AN EXCESS OF
POLITENESS
Politeness is a good thing, but it may be carried to excess, or rather perverted. It is simply Christian kindness for a man to give way to a fellow man, and in honour to prefer another; but when it comes to stepping aside and giving a hog the first place, the matter has quite a different aspect. God made man to be the head of creation, giving him dominion over every other living thing, and no one can without sin despise his birthright. Whenever a man takes a place second to any four-footed beast or creeping thing, he shows not simply lack of proper respect for himself, but indifference to God, in whose image he was made.
That which led to these thoughts was the sight of the advertisements of "pea-fed bacon," conspicuously posted in every tram, telling how delicious and free from disease such meat is. There can be no question but that a hog fed wholly on peas would be healthier than one fattened on garbage; but a hog fed even on manna would be a hog still, and not fit to rank with a man, to say nothing of taking first place.
"But what do you mean by intimating that the hog is given first place?" someone asks. Just this: The advertisers of "pea-fed bacon" recognise, and expect that all others will likewise recognise that an animal's health depends on what it eats; that the best kind of food will make the healthiest flesh. They also know that all will agree that peas are healthful and nourishing, and withal a clean food. What they doubtless do not think of is the fact that it was just for this reason that God in the beginning gave man the finest and most highly developed form of the products of the earth as food, and to the beasts the coarser products. To man were given fruits, and the seeds of all trees and plants, which of course includes grains, while the green herb itself, coarse vegetables, were given to the beasts, who were not expected to have a spiritual nature, and whose mental, and even physical, development was to be far inferior to that of man. See Genesis 1:29, 30. Flesh foods were not included in the original dietary of either man or beast.
Now everything is perverted. Fruits and grains occupy a secondary place in the diet which man provided for himself, and flesh is reckoned as the staple article. Thus man virtually says to the beast: "After you, Sir; you go first, and take the best and choicest bits that God's bountiful hand provides; fatten yourself on the nuts and the grains, and I will come and take them after you have finished with them." As for ourselves, we do not think it at all presumptuous to count ourselves worthy to take precedence of any beast, and entitled to the best that God has provided, at first hand, too.
It must be remembered that the food which God assigned to man is perfectly adapted to his requirement, and ready for digestion, and that the food material undergoes no change in the body of an animal, which makes it more easy of digestion by the human being. When man eats his peas after the hog, he simply takes them minus the amount of nourishment that has gone to supply the hog's waste, and plus the degeneration that they have undergone in the hog's system. Such "politeness" indicates a sad blunting of spiritual sensibility. Why should the hog or any other beast have the freshness of God's gifts, and man take that which is left?
But this is not by any means the worst. A few weeks ago one of the daily papers contained the following item:-
"Fifty tons of condemned tinned milk were sent from Limehouse Docks yesterday to a farm in Essex. It will be used as food for pigs."
The item was appropriately headed, "And the pigs feed us!" People seem go think that no amount of filth or poison can harm them, provided they do not see it. They would not think of eating the spoiled condensed milk, but they will feed it to the pigs and then eat it without a wry face, and will call it wholesome. Now if they know that wholesome peas tend to improve the quality of pork, why can they not see that unwholesome milk must make it correspondingly worse?
But a short time ago Public Opinion had a paragraph entitled, "Making pork out of Snakes," telling how in some parts of Europe pigs have killed out the vipers; and that in West Virginia portions of country almost uninhabitable by reason of the great number of rattle snakes, have now become profitable, because farmers are fattening hogs on them, so that "hundreds of pigs are sold from the valley every year, that have literally became fat on snakes." People who shudder at the thought of savages eating snakes will eat them together with even more loathsome things without a grimace if only their form is altered. Is it not a fearful thing to think of man taking a place second to that of the lowest creatures?
This is a serious matter, and not one of mere sentiment. It is a fact, which even pork dealers recognise, that an animal's food has much, indeed, nearly everything to do with its condition. Even so with man. It is true that "the kingdom of God is not meat and drink; but righteousness, and peace, and joy in the Holy Ghost," and that no one can by any method of eating and drinking bring the Holy Spirit into his heart; but it is equally true that one may by his evil habits of life crowd the kingdom out. It is possible to grieve the Holy Spirit of God. "Know ye not that ye are the temple of God, and that the Spirit of God dwelleth in you? If any man defile the temple of God, him shall God destroy; for the temple of God is holy, which temple ye are." 1Cor. 3:16, 17. Think of asking the Spirit of God to take up His abode in a lodging built of and devoted to hogs, snakes, etc. Is it not horrible? Surely it must be plain that the excessive politeness to beasts of which we have spoken is nothing else than an insult to the Lord.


- **The task**
A verbatim copy of the listing is what is needed, minus any pictures.

- **Material supplied**
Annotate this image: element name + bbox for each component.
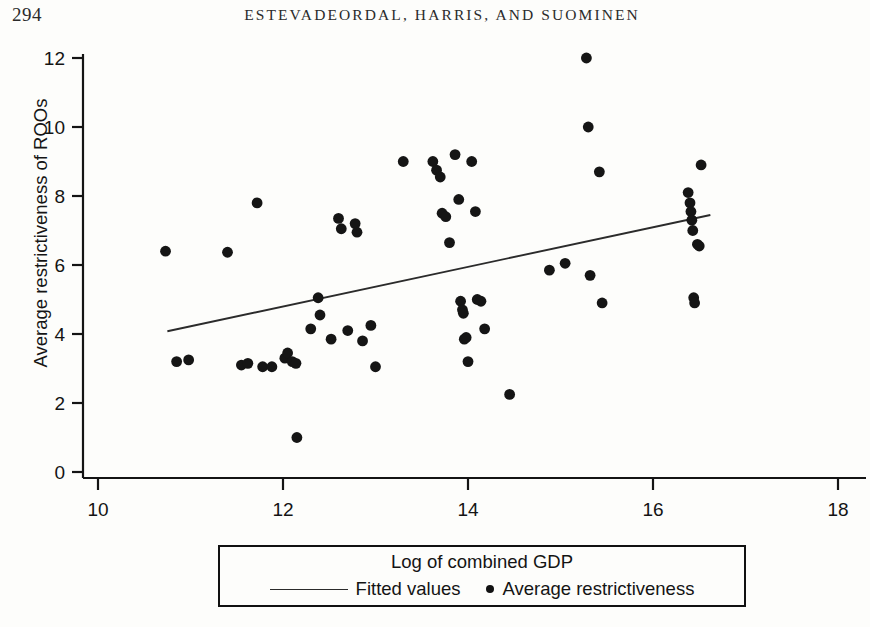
y-tick-label: 12 [44,48,65,69]
data-points-layer [160,53,706,443]
legend-entry-fitted-values: Fitted values [270,578,461,600]
scatter-point [585,270,596,281]
scatter-point [689,298,700,309]
page-header: 294 ESTEVADEORDAL, HARRIS, AND SUOMINEN [0,0,870,34]
scatter-point [470,206,481,217]
scatter-point [444,237,455,248]
y-tick-label: 4 [54,324,65,345]
y-tick-label: 8 [54,186,65,207]
scatter-point [267,361,278,372]
scatter-point [583,122,594,133]
scatter-point [686,215,697,226]
x-tick-label: 14 [457,499,479,520]
scatter-point [257,361,268,372]
legend-label-fitted-values: Fitted values [356,578,461,600]
x-tick-label: 12 [272,499,293,520]
scatter-point [370,361,381,372]
scatter-point [466,156,477,167]
scatter-point [476,296,487,307]
scatter-point [252,198,263,209]
y-tick-label: 6 [54,255,65,276]
legend-label-average-restrictiveness: Average restrictiveness [502,578,694,600]
scatter-point [544,265,555,276]
scatter-point [458,308,469,319]
scatter-point [594,166,605,177]
scatter-point [357,336,368,347]
scatter-plot-svg: 0246810121012141618 [0,30,870,530]
legend-entry-average-restrictiveness: Average restrictiveness [486,578,694,600]
scatter-point [461,332,472,343]
scatter-point [365,320,376,331]
scatter-point [581,53,592,64]
x-tick-label: 18 [827,499,848,520]
scatter-point [333,213,344,224]
scatter-point [242,358,253,369]
scatter-point [683,187,694,198]
scatter-point [183,354,194,365]
dot-swatch-icon [486,585,494,593]
scatter-point [398,156,409,167]
scatter-point [463,356,474,367]
legend-entries: Fitted values Average restrictiveness [220,578,744,600]
running-title: ESTEVADEORDAL, HARRIS, AND SUOMINEN [0,6,870,24]
scatter-point [315,310,326,321]
scatter-point [435,172,446,183]
x-axis-title: Log of combined GDP [220,551,744,573]
scatter-point [687,225,698,236]
legend: Log of combined GDP Fitted values Averag… [218,545,746,607]
fitted-values-line [167,215,710,331]
scatter-point [597,298,608,309]
scatter-point [560,258,571,269]
scatter-point [352,227,363,238]
line-swatch-icon [270,589,348,590]
scatter-point [440,211,451,222]
scatter-point [336,223,347,234]
scatter-point [291,358,302,369]
scatter-point [453,194,464,205]
scatter-point [694,241,705,252]
x-tick-label: 16 [642,499,663,520]
plot-area: 0246810121012141618 Average restrictiven… [0,30,870,530]
y-tick-label: 0 [54,462,65,483]
scatter-point [222,247,233,258]
y-axis-title: Average restrictiveness of ROOs [30,68,52,398]
scatter-point [171,356,182,367]
scatter-point [696,160,707,171]
axis-layer: 0246810121012141618 [44,48,866,520]
scatter-point [326,334,337,345]
y-tick-label: 2 [54,393,65,414]
scatter-point [504,389,515,400]
scatter-point [479,323,490,334]
scatter-point [291,432,302,443]
scatter-point [342,325,353,336]
scatter-point [313,292,324,303]
scatter-point [450,149,461,160]
x-tick-label: 10 [87,499,108,520]
scatter-point [160,246,171,257]
figure-scatter-plot: 0246810121012141618 Average restrictiven… [0,30,870,627]
fitted-line [167,215,710,331]
scatter-point [305,323,316,334]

- **Exercise response**
Annotate this image: element name + bbox for each component.
y-tick-label: 12 [44,48,65,69]
data-points-layer [160,53,706,443]
legend-entry-fitted-values: Fitted values [270,578,461,600]
scatter-point [585,270,596,281]
scatter-point [689,298,700,309]
page-header: 294 ESTEVADEORDAL, HARRIS, AND SUOMINEN [0,0,870,34]
scatter-point [470,206,481,217]
scatter-point [444,237,455,248]
y-tick-label: 4 [54,324,65,345]
y-tick-label: 8 [54,186,65,207]
scatter-point [267,361,278,372]
scatter-point [583,122,594,133]
scatter-point [686,215,697,226]
x-tick-label: 14 [457,499,479,520]
scatter-point [257,361,268,372]
legend-label-fitted-values: Fitted values [356,578,461,600]
x-tick-label: 12 [272,499,293,520]
scatter-point [370,361,381,372]
scatter-point [466,156,477,167]
scatter-point [476,296,487,307]
scatter-point [252,198,263,209]
y-tick-label: 6 [54,255,65,276]
legend-label-average-restrictiveness: Average restrictiveness [502,578,694,600]
scatter-point [544,265,555,276]
scatter-point [458,308,469,319]
scatter-point [594,166,605,177]
scatter-point [357,336,368,347]
scatter-plot-svg: 0246810121012141618 [0,30,870,530]
legend-entry-average-restrictiveness: Average restrictiveness [486,578,694,600]
scatter-point [461,332,472,343]
scatter-point [365,320,376,331]
scatter-point [581,53,592,64]
x-tick-label: 18 [827,499,848,520]
scatter-point [333,213,344,224]
scatter-point [242,358,253,369]
scatter-point [683,187,694,198]
scatter-point [183,354,194,365]
dot-swatch-icon [486,585,494,593]
scatter-point [398,156,409,167]
scatter-point [463,356,474,367]
legend-entries: Fitted values Average restrictiveness [220,578,744,600]
running-title: ESTEVADEORDAL, HARRIS, AND SUOMINEN [0,6,870,24]
scatter-point [315,310,326,321]
scatter-point [435,172,446,183]
x-axis-title: Log of combined GDP [220,551,744,573]
scatter-point [687,225,698,236]
legend: Log of combined GDP Fitted values Averag… [218,545,746,607]
fitted-values-line [167,215,710,331]
scatter-point [597,298,608,309]
scatter-point [560,258,571,269]
scatter-point [352,227,363,238]
line-swatch-icon [270,589,348,590]
scatter-point [440,211,451,222]
scatter-point [336,223,347,234]
scatter-point [291,358,302,369]
scatter-point [453,194,464,205]
scatter-point [694,241,705,252]
x-tick-label: 16 [642,499,663,520]
plot-area: 0246810121012141618 Average restrictiven… [0,30,870,530]
y-tick-label: 0 [54,462,65,483]
scatter-point [222,247,233,258]
y-axis-title: Average restrictiveness of ROOs [30,68,52,398]
scatter-point [171,356,182,367]
scatter-point [696,160,707,171]
axis-layer: 0246810121012141618 [44,48,866,520]
scatter-point [326,334,337,345]
y-tick-label: 2 [54,393,65,414]
scatter-point [504,389,515,400]
scatter-point [479,323,490,334]
scatter-point [291,432,302,443]
scatter-point [342,325,353,336]
scatter-point [313,292,324,303]
scatter-point [450,149,461,160]
x-tick-label: 10 [87,499,108,520]
scatter-point [160,246,171,257]
figure-scatter-plot: 0246810121012141618 Average restrictiven… [0,30,870,627]
fitted-line [167,215,710,331]
scatter-point [305,323,316,334]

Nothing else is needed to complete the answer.